The city was quickly replaced by Veridia, The Shattered Plains—a landscape that felt like a permanent, broken scream. Deep, glowing cracks ran through the earth, and the strange, crystal-like plants grew in unsettling geometric shapes—all marks of millennia of uncontrolled magic. The air here wasn't just heavy; it was saturated with Chaos Mana, a constant, low, irritating electrical hum that pressed against Kaelen's skin and throbbed deep in his damaged magic core.
He wore thick gloves to try and shield himself from the ever-present magical static, knowing it was futile. He quickly logged his internal discomfort: Chaos Mana is rising. Fauna are mutating. I am fundamentally compromised. I must move faster.
He found his contact, Lyssa, an artifact runner with hard, suspicious eyes, hiding near an ancient archway ruin.
"You're late, Scholar," she said immediately. "And you look like death came for you and missed."
"My appearance doesn't affect my ability to pay," Kaelen countered, placing a small, perfect gold ingot on a clean stone. "The Shard. I need specifics on the Cygnus Archives' security, not rumors."
Lyssa glanced at the gold, then back at Kaelen, wary of his desperate urgency. "The Shard is real. Deep in the vault. The guards are fierce, yes, and the wards are complex—they run on old, perfect mathematical code only a genius could break. But the real problem is the man in charge: Commander Velos. He doesn't trust magic; he trusts people. He knows every guard, every route. He wins because he understands betrayal, not because he understands spells."
Kaelen felt a rush of cold, clinical excitement. A problem based on human cunning, not magic. A worthy opponent.
"Commander Velos," Kaelen repeated, already analyzing the new threat. "Tell me everything about how he thinks. His methods."
Lyssa finally took the gold. "He's brilliant, Scholar. The kind of man who uses loyalty to build a wall and fear to open the gates. He expects mistakes. You can't outsmart him with a spell. You have to predict who he trusts most, and why."
Kaelen permitted himself a tiny, detached smile. A genius of emotion. That is merely a more complex set of rules to learn.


■ **Exercise objective**:
In the material below, some lines carry "chart". Copy each such line.

■ **Extracted material**:
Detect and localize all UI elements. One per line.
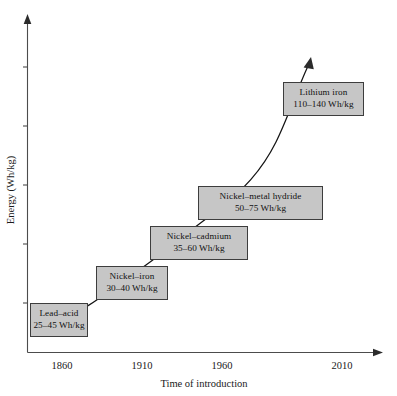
data-label-title: Nickel–iron xyxy=(110,271,155,283)
y-axis-arrowhead xyxy=(24,14,32,24)
x-tick-label-1910: 1910 xyxy=(132,360,153,371)
data-label-value: 50–75 Wh/kg xyxy=(235,203,286,215)
trend-curve-arrowhead xyxy=(304,57,314,69)
battery-energy-density-chart: 1860 1910 1960 2010 Time of introduction… xyxy=(0,0,397,396)
data-label-title: Nickel–metal hydride xyxy=(220,191,302,203)
data-label-value: 110–140 Wh/kg xyxy=(293,99,353,111)
x-tick-label-1860: 1860 xyxy=(52,360,73,371)
data-label-nickel-metal-hydride: Nickel–metal hydride 50–75 Wh/kg xyxy=(198,186,323,220)
y-axis-title: Energy (Wh/kg) xyxy=(5,155,17,224)
data-label-lead-acid: Lead–acid 25–45 Wh/kg xyxy=(30,303,88,337)
data-label-value: 25–45 Wh/kg xyxy=(33,320,84,332)
data-label-nickel-iron: Nickel–iron 30–40 Wh/kg xyxy=(96,266,168,300)
data-label-title: Lead–acid xyxy=(39,308,78,320)
data-label-value: 30–40 Wh/kg xyxy=(106,283,157,295)
data-label-value: 35–60 Wh/kg xyxy=(173,243,224,255)
data-label-lithium-iron: Lithium iron 110–140 Wh/kg xyxy=(283,82,364,116)
x-axis-title: Time of introduction xyxy=(160,378,248,389)
data-label-title: Lithium iron xyxy=(300,87,348,99)
data-label-title: Nickel–cadmium xyxy=(167,231,232,243)
data-label-nickel-cadmium: Nickel–cadmium 35–60 Wh/kg xyxy=(150,226,248,260)
x-axis-arrowhead xyxy=(373,349,383,357)
x-tick-label-2010: 2010 xyxy=(332,360,353,371)
x-tick-label-1960: 1960 xyxy=(212,360,233,371)
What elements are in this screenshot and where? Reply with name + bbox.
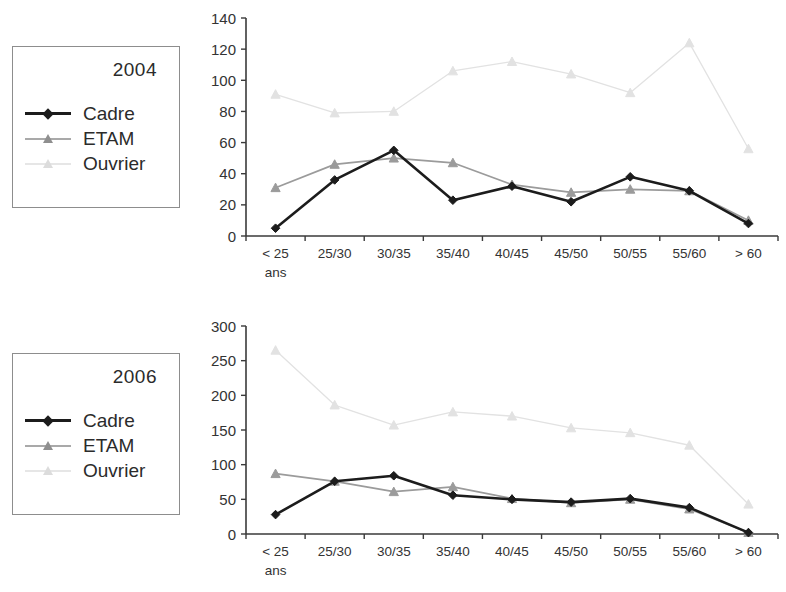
legend-title: 2004 bbox=[13, 47, 179, 81]
y-tick-label: 250 bbox=[211, 352, 236, 369]
data-point-marker bbox=[449, 491, 458, 500]
x-axis-unit-label: ans bbox=[265, 265, 287, 280]
data-point-marker bbox=[507, 57, 516, 66]
y-tick-label: 100 bbox=[211, 456, 236, 473]
legend-2004: 2004 Cadre ETAM bbox=[12, 46, 180, 208]
chart-2004-svg: 020406080100120140< 2525/3030/3535/4040/… bbox=[190, 4, 786, 296]
y-tick-label: 100 bbox=[211, 72, 236, 89]
x-tick-label: 45/50 bbox=[554, 544, 588, 559]
legend-label-etam: ETAM bbox=[83, 129, 157, 148]
x-axis-unit-label: ans bbox=[265, 563, 287, 578]
x-tick-label: 35/40 bbox=[436, 544, 470, 559]
y-tick-label: 120 bbox=[211, 41, 236, 58]
chart-2006: 050100150200250300< 2525/3030/3535/4040/… bbox=[190, 312, 786, 592]
legend-key-ouvrier bbox=[25, 464, 71, 478]
data-point-marker bbox=[271, 183, 280, 192]
legend-key-etam bbox=[25, 439, 71, 453]
y-tick-label: 40 bbox=[219, 165, 236, 182]
legend-title: 2006 bbox=[13, 354, 179, 388]
x-tick-label: 40/45 bbox=[495, 246, 529, 261]
data-point-marker bbox=[271, 90, 280, 99]
chart-2006-svg: 050100150200250300< 2525/3030/3535/4040/… bbox=[190, 312, 786, 592]
y-tick-label: 50 bbox=[219, 491, 236, 508]
y-tick-label: 60 bbox=[219, 134, 236, 151]
x-tick-label: > 60 bbox=[735, 544, 762, 559]
series-cadre bbox=[271, 146, 752, 232]
legend-key-ouvrier bbox=[25, 157, 71, 171]
legend-row-ouvrier: Ouvrier bbox=[13, 151, 157, 176]
x-tick-label: 55/60 bbox=[672, 246, 706, 261]
y-tick-label: 20 bbox=[219, 196, 236, 213]
legend-row-etam: ETAM bbox=[13, 126, 157, 151]
x-tick-label: 55/60 bbox=[672, 544, 706, 559]
chart-panel-2004: 2004 Cadre ETAM bbox=[0, 0, 786, 296]
legend-row-ouvrier: Ouvrier bbox=[13, 458, 157, 483]
y-tick-label: 150 bbox=[211, 422, 236, 439]
series-cadre bbox=[271, 471, 752, 536]
data-point-marker bbox=[744, 144, 753, 153]
legend-label-cadre: Cadre bbox=[83, 411, 157, 430]
data-point-marker bbox=[685, 38, 694, 47]
x-tick-label: 45/50 bbox=[554, 246, 588, 261]
y-tick-label: 140 bbox=[211, 10, 236, 27]
chart-2004: 020406080100120140< 2525/3030/3535/4040/… bbox=[190, 4, 786, 296]
x-tick-label: 40/45 bbox=[495, 544, 529, 559]
x-tick-label: 50/55 bbox=[613, 544, 647, 559]
data-point-marker bbox=[271, 346, 280, 355]
legend-items: Cadre ETAM Ouvrier bbox=[13, 408, 179, 483]
x-tick-label: > 60 bbox=[735, 246, 762, 261]
y-tick-label: 200 bbox=[211, 387, 236, 404]
legend-row-cadre: Cadre bbox=[13, 408, 157, 433]
x-tick-label: < 25 bbox=[262, 246, 289, 261]
legend-2006: 2006 Cadre ETAM bbox=[12, 353, 180, 515]
y-tick-label: 0 bbox=[228, 228, 236, 245]
x-tick-label: 30/35 bbox=[377, 544, 411, 559]
legend-row-etam: ETAM bbox=[13, 433, 157, 458]
legend-key-cadre bbox=[25, 107, 71, 121]
legend-label-ouvrier: Ouvrier bbox=[83, 461, 157, 480]
legend-key-etam bbox=[25, 132, 71, 146]
x-tick-label: < 25 bbox=[262, 544, 289, 559]
y-tick-label: 300 bbox=[211, 318, 236, 335]
legend-label-ouvrier: Ouvrier bbox=[83, 154, 157, 173]
x-tick-label: 25/30 bbox=[318, 544, 352, 559]
data-point-marker bbox=[626, 173, 635, 182]
y-tick-label: 80 bbox=[219, 103, 236, 120]
legend-key-cadre bbox=[25, 414, 71, 428]
data-point-marker bbox=[389, 471, 398, 480]
x-tick-label: 50/55 bbox=[613, 246, 647, 261]
data-point-marker bbox=[567, 197, 576, 206]
series-ouvrier bbox=[271, 346, 753, 508]
x-tick-label: 25/30 bbox=[318, 246, 352, 261]
legend-label-etam: ETAM bbox=[83, 436, 157, 455]
y-tick-label: 0 bbox=[228, 526, 236, 543]
series-ouvrier bbox=[271, 38, 753, 152]
x-tick-label: 30/35 bbox=[377, 246, 411, 261]
legend-row-cadre: Cadre bbox=[13, 101, 157, 126]
legend-items: Cadre ETAM Ouvrier bbox=[13, 101, 179, 176]
x-tick-label: 35/40 bbox=[436, 246, 470, 261]
legend-label-cadre: Cadre bbox=[83, 104, 157, 123]
chart-panel-2006: 2006 Cadre ETAM bbox=[0, 296, 786, 592]
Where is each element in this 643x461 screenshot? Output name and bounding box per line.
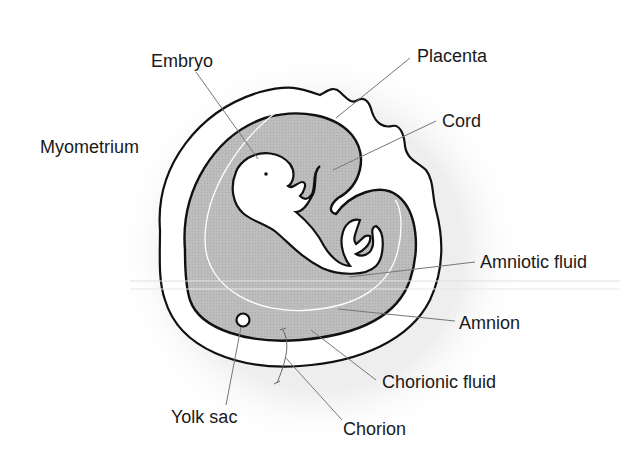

■ **Exercise answer**:
battery-energy-density-chart: 1860 1910 1960 2010 Time of introduction… xyxy=(0,0,397,396)
chart-2004-svg: 020406080100120140< 2525/3030/3535/4040/… bbox=[190, 4, 786, 296]
chart-2006: 050100150200250300< 2525/3030/3535/4040/… bbox=[190, 312, 786, 592]
chart-2006-svg: 050100150200250300< 2525/3030/3535/4040/… bbox=[190, 312, 786, 592]
chart-panel-2004: 2004 Cadre ETAM bbox=[0, 0, 786, 296]
chart-2004: 020406080100120140< 2525/3030/3535/4040/… bbox=[190, 4, 786, 296]
chart-panel-2006: 2006 Cadre ETAM bbox=[0, 296, 786, 592]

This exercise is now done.